Some developers cut corners and write code that isn't backwards compatible. That's their decision, but it's got no bearing on whether or not AJAX itself is backwards compatible. AJAX is definitely backwards compatible. Visit Google Suggest in Lynx. It works fine. If you visit a site that uses AJAX and is not backwards compatible, then it is the fault of the site developers for misusing AJAX. It's not an intrinsic limitation of AJAX.
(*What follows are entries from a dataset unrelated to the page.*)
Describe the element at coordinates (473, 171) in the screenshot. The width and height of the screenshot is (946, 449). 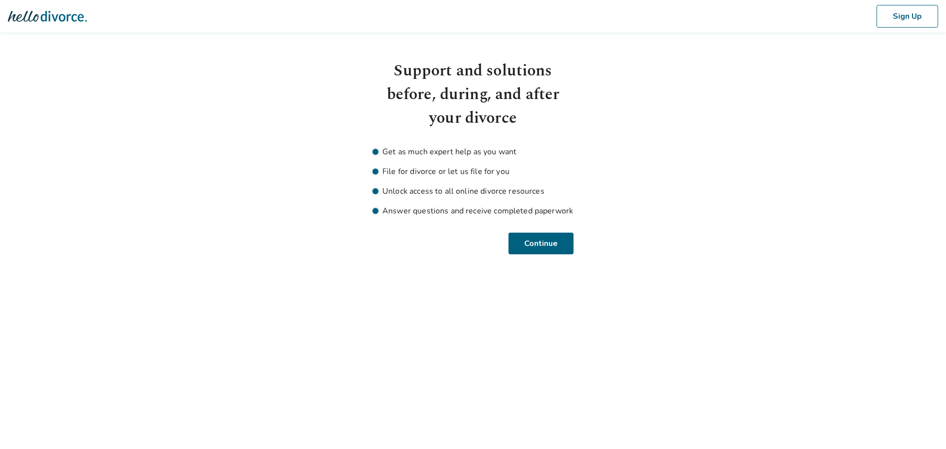
I see `li: File for divorce or let us file for you` at that location.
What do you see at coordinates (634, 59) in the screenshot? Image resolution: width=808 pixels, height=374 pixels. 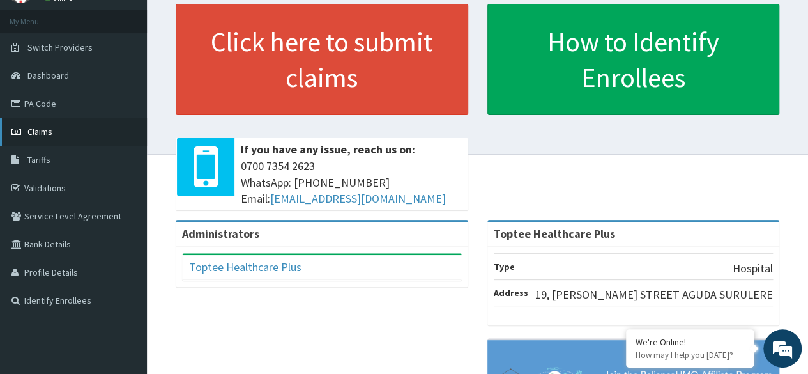 I see `a: How to Identify Enrollees` at bounding box center [634, 59].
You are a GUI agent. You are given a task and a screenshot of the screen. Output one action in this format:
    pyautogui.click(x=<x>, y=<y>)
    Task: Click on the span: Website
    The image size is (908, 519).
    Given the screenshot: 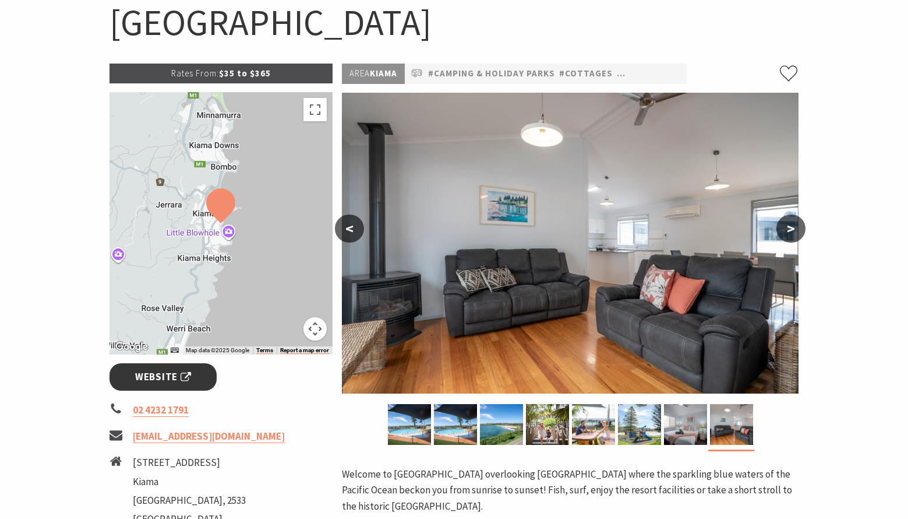 What is the action you would take?
    pyautogui.click(x=163, y=376)
    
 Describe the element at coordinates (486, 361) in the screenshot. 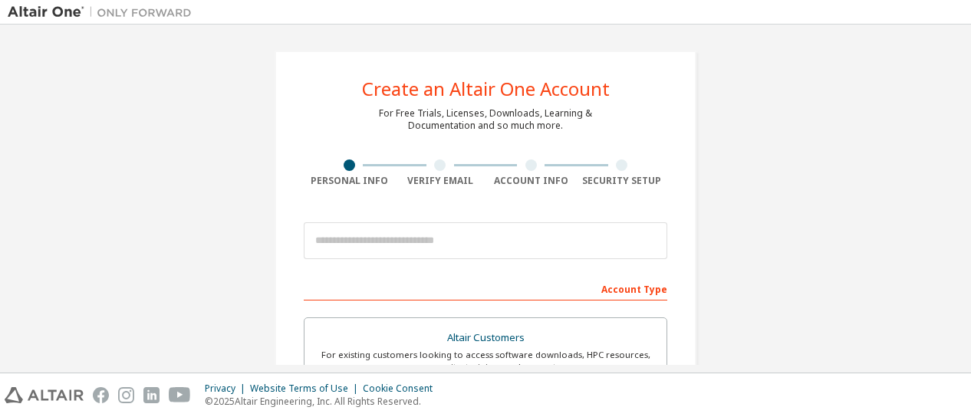

I see `div: For existing customers looking to access software downloads, HPC resources, community, trainings ...` at that location.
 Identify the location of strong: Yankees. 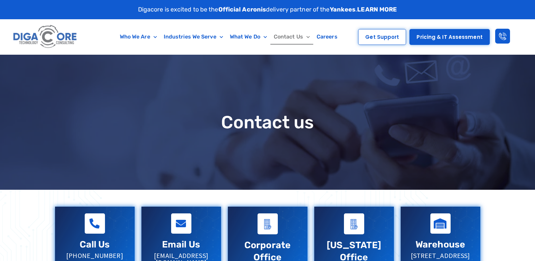
(342, 9).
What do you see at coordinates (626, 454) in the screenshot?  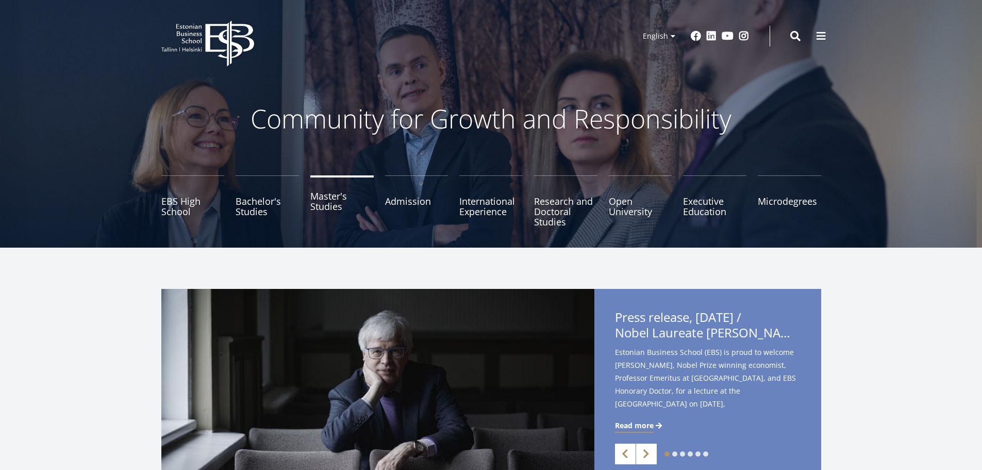 I see `a: Previous` at bounding box center [626, 454].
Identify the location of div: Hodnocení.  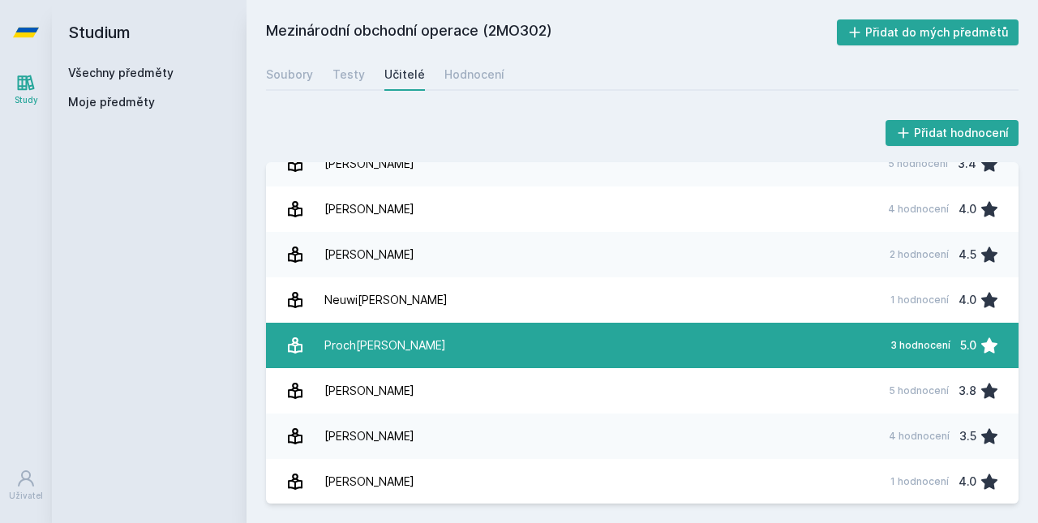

All you are doing by saying that AJAX is not backwards compatible is scaring some people off AJAX, and making others give up on backwards compatibility. The former will result in less usable websites, and the latter will result in less compatible websites. Neither of these are good things. Please refrain from saying that AJAX is not backwards compatible. It is. You don't have to choose between AJAX and backwards compatibility, so don't mislead people into thinking that they do.
Bogtha Bogtha Bogtha
I forced the URL to HTTPS and it worked just fine. The browsers already support HTTPS and that translates directly to JavaScript.
/ JavaScript/Q_21636735.html
:)
I make sure the initial page it HTTPS to start with. I do not know how to have a HTTP page, and a HTTPS Javascript transaction.
Here is another link that talks about the same issue. http://www.experts-exchange.com/Web/Web_Languages
PS: GREAT QUESTION! VIVA SECURE SOLUTIONS!
Horns are really just a broken halo.